Paper detail

Primary and Secondary Hydration Forces between Interdigitated Membranes Composed of Bolaform Microbial Glucolipids

To better understand lipid membranes in living organisms, the study of intermolecular forces using the osmotic pressure technique applied to model lipid membranes has constituted the ground knowledge in the field of biophysics since four decades. However, the study of intermolecular forces in lipid systems other than phospholipids, like glycolipids, has gained a certain interest only recently. Even in this case, the work generally focuses on the study of membrane glycolipids, but little is known on new forms of non-membrane functional compounds, like microbial bolaform glycolipids. This works explores, through the osmotic stress method involving an adiabatic humidity chamber coupled to neutron diffraction, the short-range (< 2 nm) intermolecular forces of membranes entirely composed of interdigitated glucolipids.

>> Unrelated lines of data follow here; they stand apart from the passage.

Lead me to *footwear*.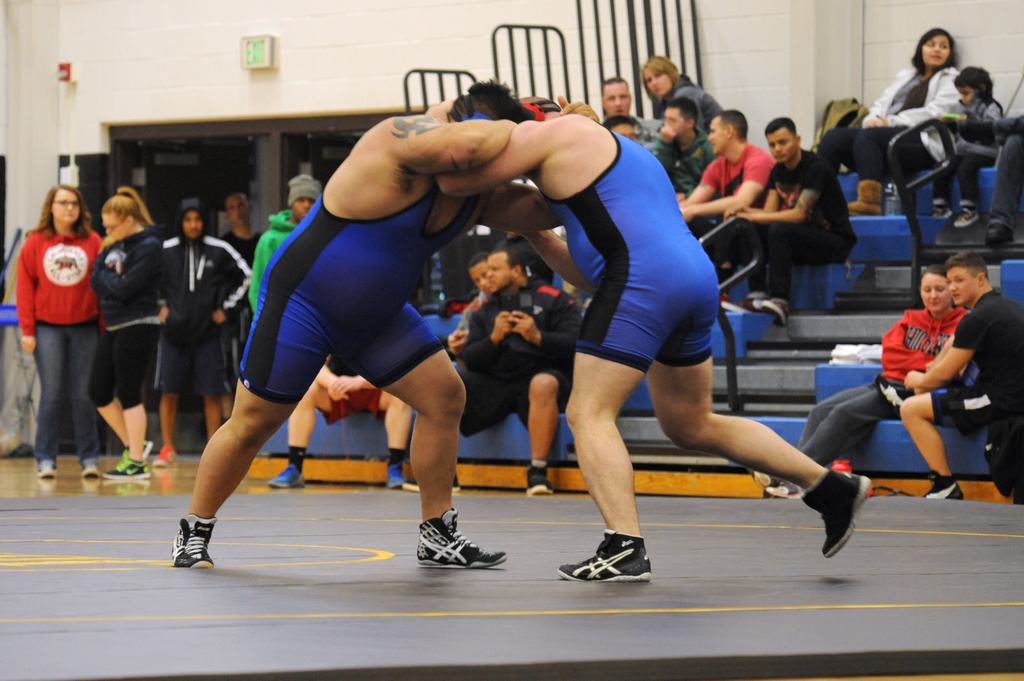
Lead to 765:481:801:499.
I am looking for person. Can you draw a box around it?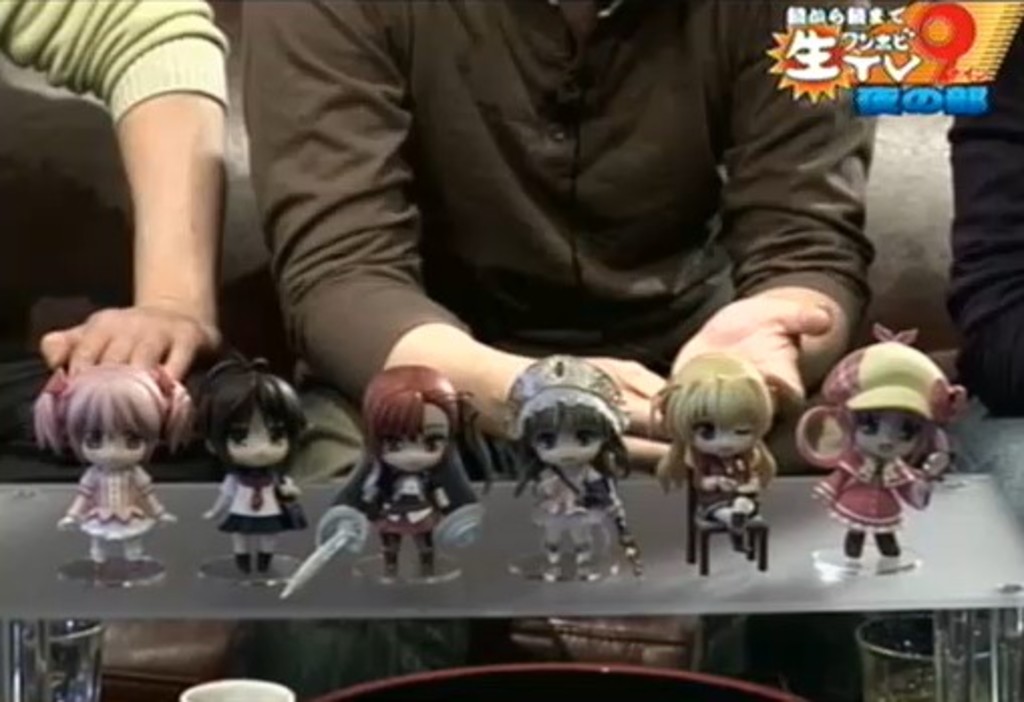
Sure, the bounding box is BBox(501, 360, 632, 581).
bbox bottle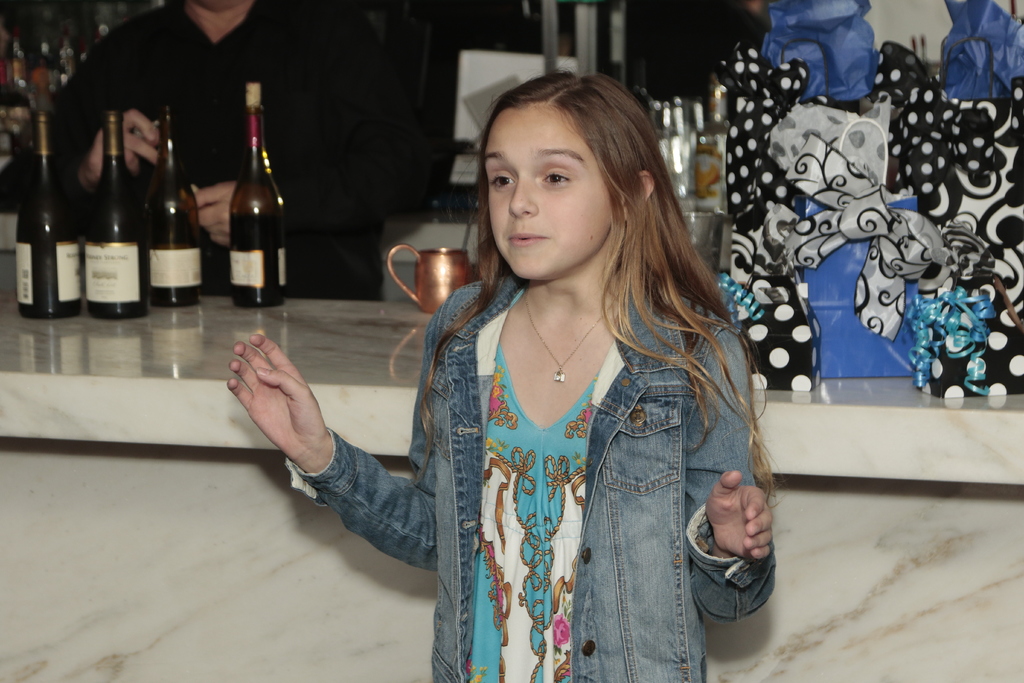
locate(10, 110, 77, 325)
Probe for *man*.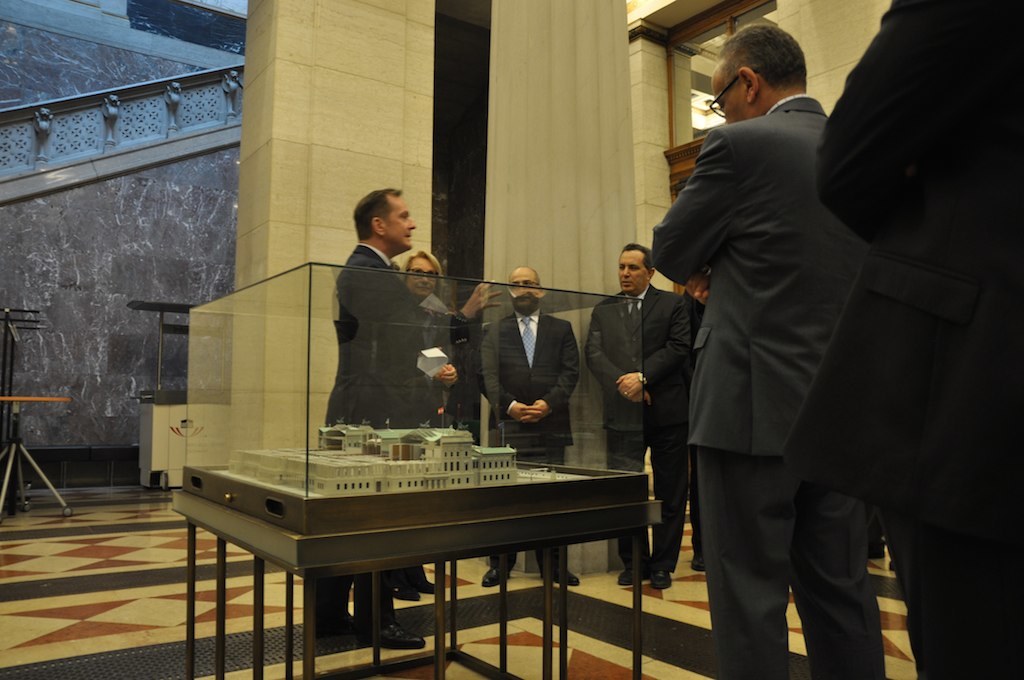
Probe result: <bbox>323, 191, 501, 647</bbox>.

Experiments are performed at pH 6, when the glucolipid is partially negatively charged and for which we explore the effect of low (16 mM) and high (100 mM) ionic strength. We find that this system is characterized by primary and secondary hydration regimes, respectively insensitive and sensitive to ionic strength and with typical decay lengths of 0.37 +- 0.12 nm and 1.97 +- 0.78 nm.

preprint2020arXivOpen access
0citations
0reviews
0saves
Nocode
Nodataset
0institutions

Next steps

Decide what to do with this paper

Use like or dislike for the fast social read. The more specific scholarly feedback stays available below when needed.

Log in to curate

Reading frame

Keep the important context close to the paper

Keep the important signals around this paper in one place: votes, save state, collection context, reviews and the metadata you need before deciding what to do next.

Institutions

Add specific reaction

Move through the context

Research map

Open full explorer

Move through nearby people, institutions, topics and adjacent work without leaving the paper page.

Building this graph slice

BZPEER is loading the nearby papers, people, topics and institutions for this page.

Structured reviews

0 review(s)

ContributeLeave structured feedbackUse the review template when you have a concrete strength, concern or method question.Open review form

No structured reviews yet. High-signal critique starts here.

Work discussion

0 comment(s)

DiscussAdd a high-signal commentKeep quick notes, caveats and replication pointers separate from formal reviews.Open comment form

No discussion yet. The first strong comment sets the tone.